Mass Effect: Andromeda (Sniper)
Genre: Action RPG
Developer: BioWare
Publisher: Electronic Arts

Graphics
A fibrous jungle world with poisonous pools of water, a scorching desert with strong radioactivity, and a gusty polar escapade in what looks like the worst-ever Minnesota winter... these open-world planets provide a constant array of photogenic vistas, while being driven around on via a finely detailed Mako v2. Characters are well-animated and feature some wonderful texturing detail, such as the snowflakes that accumulate in inclement weather-- although the play environments do occasionally have a bit of the unpolished "map creator dumped pre-canned static objects on the scenery" look about them.
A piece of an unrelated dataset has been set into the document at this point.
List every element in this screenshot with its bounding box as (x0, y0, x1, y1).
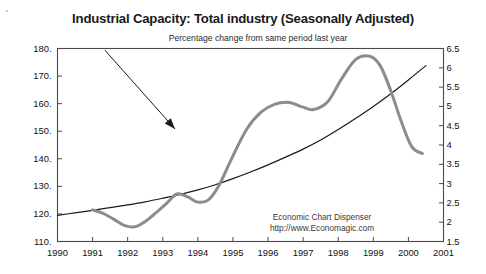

The PlayStation 4 Pro renders the game at 1800p with HDR10-- an added bonus.

Sound
Mass Effect: Andromeda has music, but this reviewer is darned if he can recall any of it; some kind of generic, up-tempo stuff plays during combat, but otherwise the game lives and dies by its ambient sound effects, the noise of the player vehicle's engine and tires as it smashes about terrain, and the kind of predictably excellent voice acting that one would anticipate in a blockbuster release such as this.

Gameplay
Where the original games had small and mostly linear boards, while later BioWare games such as "Dragon Age: Inquisition" featured mind-killing, yawn-inducing, icon-bloated open-world flows, Andromeda strikes down the middle; the planets are open-world, but not as littered with busy-work-- and are intermixed nicely with more linear zones, such as caves or enemy headquarters. The cover-based combat is both minimalist and nuanced, while the user interface and control scheme never get in the way.

Overall
As a spiritual successor to "Star Control 2", the original Mass Effect was far and away the best game in the series, and it is to this game that Andromeda most closely tracks, bringing back vehicular exploration and the first title's meaty RPG mechanics. And yet, it simplifies in good ways, such as only having inventory management for the primary character. It does have some pacing issues as it oscillates too infrequently between story sections and chore work. But the way that it produces intrigue almost makes this release feel more like an ancestor of Commodore 64 classic "Wasteland". It's not perfect, but Andromeda just might be the new best title in the series.